The first question was harmless.
A trader asked Gu Qing, casually, whether the Gu Clan had changed grain suppliers.
Gu Qing answered honestly.
"No."
That should have been the end of it.
It wasn't.
The second question came from a mercenary captain who had never cared about food before.
"Does your grain use spirit herbs?" he asked, tone light.
Gu Qing smiled politely. "No."
The man frowned. "Then how does it last?"
Gu Qing's smile did not change.
"It's prepared carefully."
That answer traveled farther than any caravan.
By the third week, Gu Hao stopped pretending this was coincidence.
Reports arrived from three directions.
A minor clan sent an emissary asking about "endurance rations"
A sect cookmaster inquired about bulk preparation methods
A wandering alchemist offered cooperation, unsolicited
None mentioned the Gu Clan directly.
All asked about the same thing.
How.
Gu Hao convened Gu Qing and Gu Jian that night.
"We are being studied," Gu Qing said.
Gu Jian snorted. "Let them try to copy it."
Gu Hao shook his head.
"They won't copy the grain," he said. "They'll copy the mistake."
Gu Jian frowned. "Which is?"
"Skipping restraint," Gu Hao replied.
Gu Hao reviewed the feedback carefully.
Most users reported improved endurance.
Some reported temptation.
One noted that his men argued over portions.
That sentence mattered more than all praise combined.
Gu Hao made a decision.
He did not hide the grain.
He hid the process.
The next external batch included something new.
Instructions.
Clear. Firm. Almost inconvenient.
Usage Notice (Included with Grain)
Not a meal replacement
Do not exceed stated portion
Mandatory rest cycle required
Overuse degrades circulation
Long-term misuse risks stagnation
No threats.
No promises.
Just consequence.
The price increased.
Not sharply.
Enough to deter casual buyers.
One low-grade spirit stone now bought eight portions, not ten.
Gu Qing hesitated. "Won't that anger them?"
"Yes," Gu Hao replied. "And that tells us who to stop selling to."
The first complaint arrived two days later.
A buyer demanded explanation.
Gu Hao did not reply.
The buyer did not return.
Good.
A different message arrived that same night.
Short. Direct.
From the Luo River Sect's quartermaster.
Your product is changing patrol efficiency.
We will not ask how.
But we would like priority access.
Gu Hao read it carefully.
Then handed it to Gu Jian.
"They understand restraint," Gu Jian said.
"Yes," Gu Hao replied. "That's why they last."
Gu Hao responded with equal care.
Priority is possible.
Exclusivity is not.
No negotiation followed.
Which meant agreement.
That night, Gu Hao stood alone.
He felt the weight now.
Not of power.
Of influence.
He had not sold strength.
He had sold time.
And time was always contested.
He wrote a single line in his private notes:
The first advantage is never the product.
It is deciding what not to explain.
The Gu Clan remained small.
But others were beginning to orbit it.
And orbit always came before gravity.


▶ [Task directions] The word to find is "Image". State how many lines below contain it, giving only the number.

▶ [Material provided]

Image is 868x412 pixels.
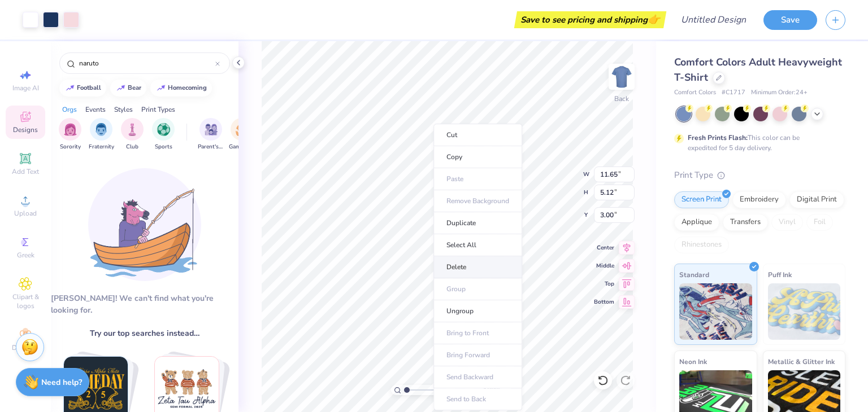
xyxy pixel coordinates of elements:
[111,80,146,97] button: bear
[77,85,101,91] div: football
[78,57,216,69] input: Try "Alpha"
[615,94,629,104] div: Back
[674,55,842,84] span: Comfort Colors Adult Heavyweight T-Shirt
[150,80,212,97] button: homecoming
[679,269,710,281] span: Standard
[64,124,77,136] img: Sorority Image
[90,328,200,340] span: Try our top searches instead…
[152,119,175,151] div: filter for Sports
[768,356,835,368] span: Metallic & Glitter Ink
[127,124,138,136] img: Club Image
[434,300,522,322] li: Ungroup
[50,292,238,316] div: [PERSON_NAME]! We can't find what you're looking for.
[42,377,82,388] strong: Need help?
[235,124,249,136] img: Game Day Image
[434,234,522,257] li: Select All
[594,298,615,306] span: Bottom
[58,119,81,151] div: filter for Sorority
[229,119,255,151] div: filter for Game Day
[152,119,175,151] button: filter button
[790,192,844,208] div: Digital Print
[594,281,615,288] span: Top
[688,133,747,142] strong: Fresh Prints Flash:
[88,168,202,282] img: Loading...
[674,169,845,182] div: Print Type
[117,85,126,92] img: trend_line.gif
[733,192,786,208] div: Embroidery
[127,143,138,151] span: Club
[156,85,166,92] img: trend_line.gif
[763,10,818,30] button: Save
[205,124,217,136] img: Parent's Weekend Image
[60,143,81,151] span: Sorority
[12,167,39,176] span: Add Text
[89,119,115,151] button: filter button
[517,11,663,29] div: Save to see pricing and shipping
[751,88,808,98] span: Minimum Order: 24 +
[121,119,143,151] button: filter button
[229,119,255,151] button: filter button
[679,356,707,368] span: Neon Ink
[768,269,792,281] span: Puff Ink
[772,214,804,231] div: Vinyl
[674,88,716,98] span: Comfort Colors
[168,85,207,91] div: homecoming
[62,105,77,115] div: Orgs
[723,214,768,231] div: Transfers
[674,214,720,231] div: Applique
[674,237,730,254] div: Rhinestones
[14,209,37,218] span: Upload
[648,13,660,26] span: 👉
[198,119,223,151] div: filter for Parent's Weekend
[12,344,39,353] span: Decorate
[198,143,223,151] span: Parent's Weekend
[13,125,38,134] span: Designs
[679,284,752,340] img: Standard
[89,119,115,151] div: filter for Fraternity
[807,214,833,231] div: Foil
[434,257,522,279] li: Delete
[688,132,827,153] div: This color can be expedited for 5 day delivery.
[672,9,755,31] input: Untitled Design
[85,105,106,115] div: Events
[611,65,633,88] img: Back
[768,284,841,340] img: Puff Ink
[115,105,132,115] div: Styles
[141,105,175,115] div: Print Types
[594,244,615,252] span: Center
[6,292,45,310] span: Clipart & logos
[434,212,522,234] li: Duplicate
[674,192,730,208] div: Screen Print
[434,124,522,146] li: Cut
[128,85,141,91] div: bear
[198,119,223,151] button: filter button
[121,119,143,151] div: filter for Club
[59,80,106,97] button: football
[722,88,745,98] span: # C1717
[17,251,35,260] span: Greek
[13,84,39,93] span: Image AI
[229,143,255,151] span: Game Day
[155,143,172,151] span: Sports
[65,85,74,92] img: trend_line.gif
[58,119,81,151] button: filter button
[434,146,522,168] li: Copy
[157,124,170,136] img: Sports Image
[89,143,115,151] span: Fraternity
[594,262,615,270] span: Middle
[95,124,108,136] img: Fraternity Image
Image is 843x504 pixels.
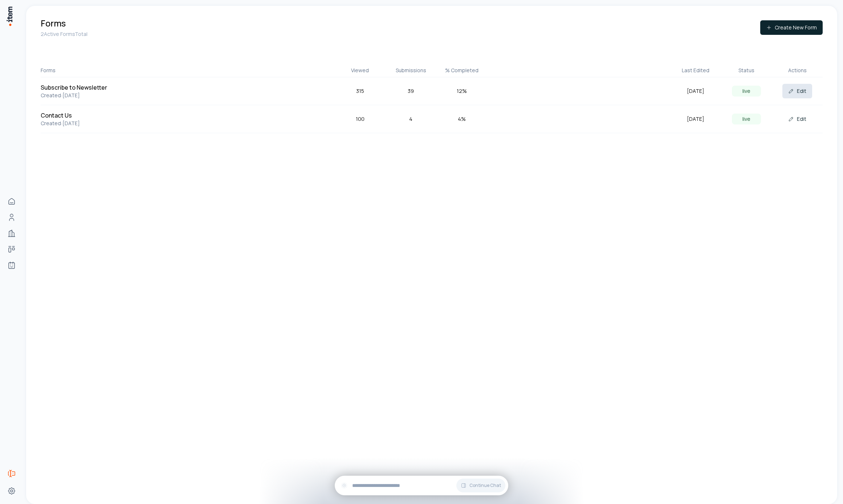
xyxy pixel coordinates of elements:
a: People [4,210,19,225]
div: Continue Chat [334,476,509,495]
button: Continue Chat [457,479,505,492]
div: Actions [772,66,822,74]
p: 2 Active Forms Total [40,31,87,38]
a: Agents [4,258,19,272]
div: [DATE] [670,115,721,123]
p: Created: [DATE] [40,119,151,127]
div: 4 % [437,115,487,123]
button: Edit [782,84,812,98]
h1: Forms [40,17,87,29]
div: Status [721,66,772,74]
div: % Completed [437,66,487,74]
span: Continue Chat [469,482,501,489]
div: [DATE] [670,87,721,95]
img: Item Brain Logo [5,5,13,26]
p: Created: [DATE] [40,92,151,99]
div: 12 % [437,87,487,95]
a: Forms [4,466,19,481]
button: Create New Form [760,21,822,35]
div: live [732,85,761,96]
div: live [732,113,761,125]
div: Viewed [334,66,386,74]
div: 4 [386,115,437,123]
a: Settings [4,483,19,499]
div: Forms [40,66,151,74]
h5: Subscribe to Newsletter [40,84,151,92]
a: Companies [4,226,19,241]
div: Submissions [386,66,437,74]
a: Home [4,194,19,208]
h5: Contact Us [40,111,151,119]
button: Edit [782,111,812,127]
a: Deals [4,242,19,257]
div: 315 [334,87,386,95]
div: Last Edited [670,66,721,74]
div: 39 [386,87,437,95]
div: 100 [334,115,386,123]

▶ [Task result] 9